▶ **Assignment**:
Return the lines below exactly, please, from the one containing "Describe the element at coordinates (41, 14)" through the last one, both included, and leave out any pictures.

Segment Start: Material for this exercise

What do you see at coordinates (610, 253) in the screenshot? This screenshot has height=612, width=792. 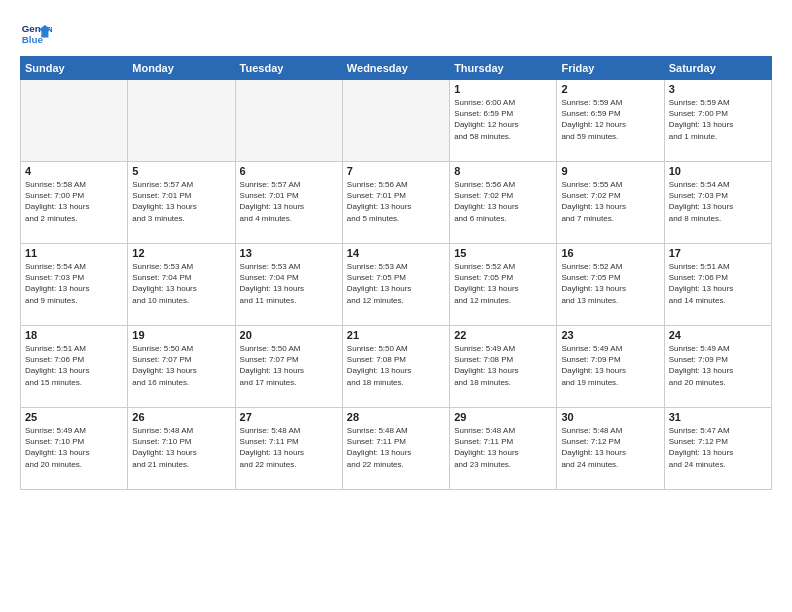 I see `day-number: 16` at bounding box center [610, 253].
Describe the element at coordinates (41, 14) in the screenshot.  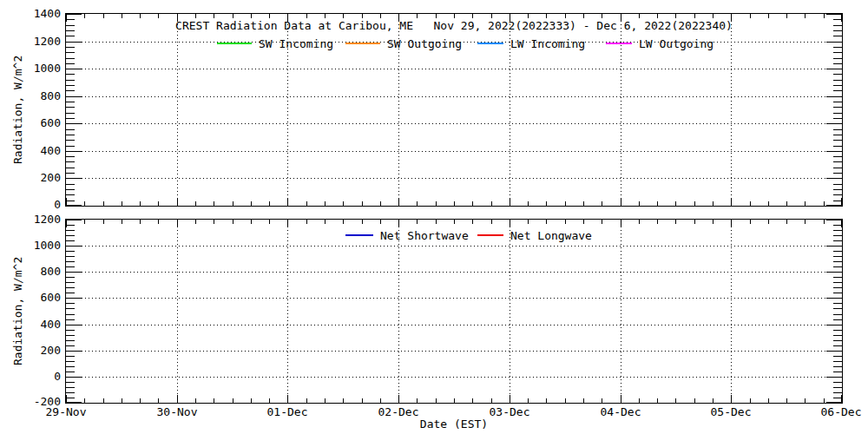
I see `y-tick-label: 1400` at that location.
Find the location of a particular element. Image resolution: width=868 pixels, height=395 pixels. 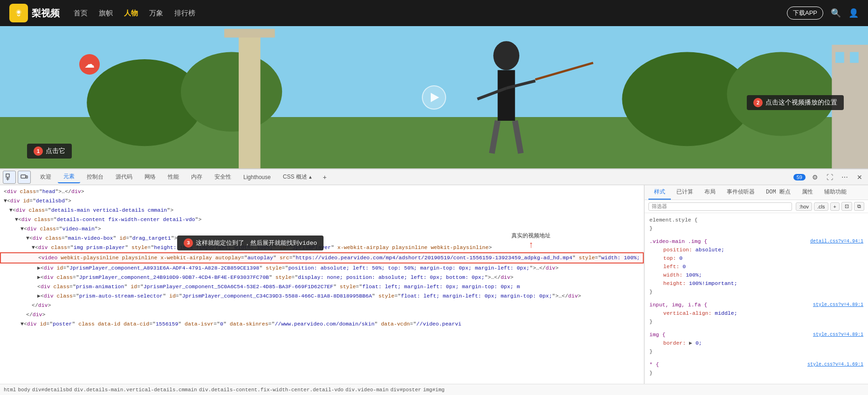

css-tab-event-listeners: 事件侦听器 is located at coordinates (741, 192).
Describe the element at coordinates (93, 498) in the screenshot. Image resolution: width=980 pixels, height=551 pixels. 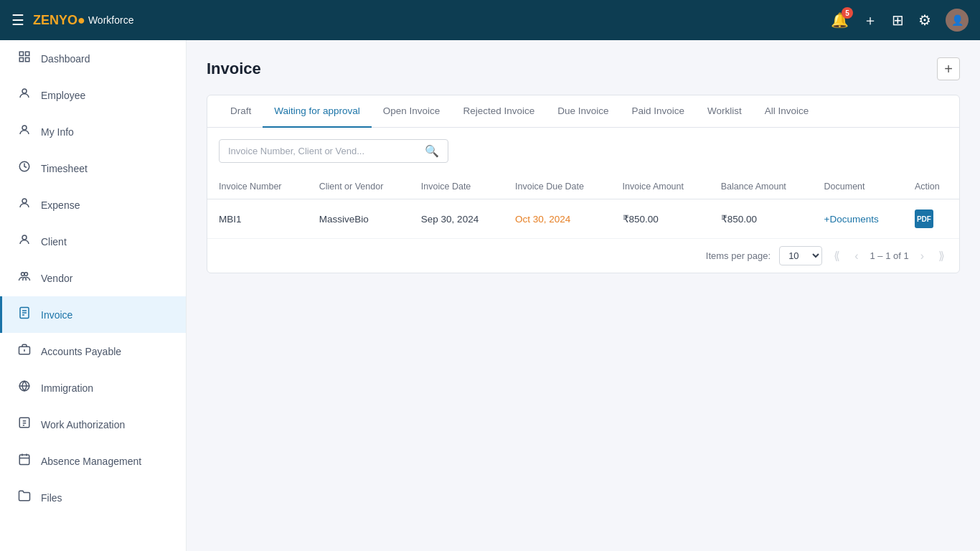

Segment End: Material for this exercise

▶ **Solution to the exercise**:
Describe the element at coordinates (41, 14) in the screenshot.  
I see `y-tick-label: 1400` at that location.
Find the location of a particular element. Image resolution: width=868 pixels, height=395 pixels. 

css-tab-event-listeners: 事件侦听器 is located at coordinates (741, 192).
Describe the element at coordinates (93, 498) in the screenshot. Image resolution: width=980 pixels, height=551 pixels. 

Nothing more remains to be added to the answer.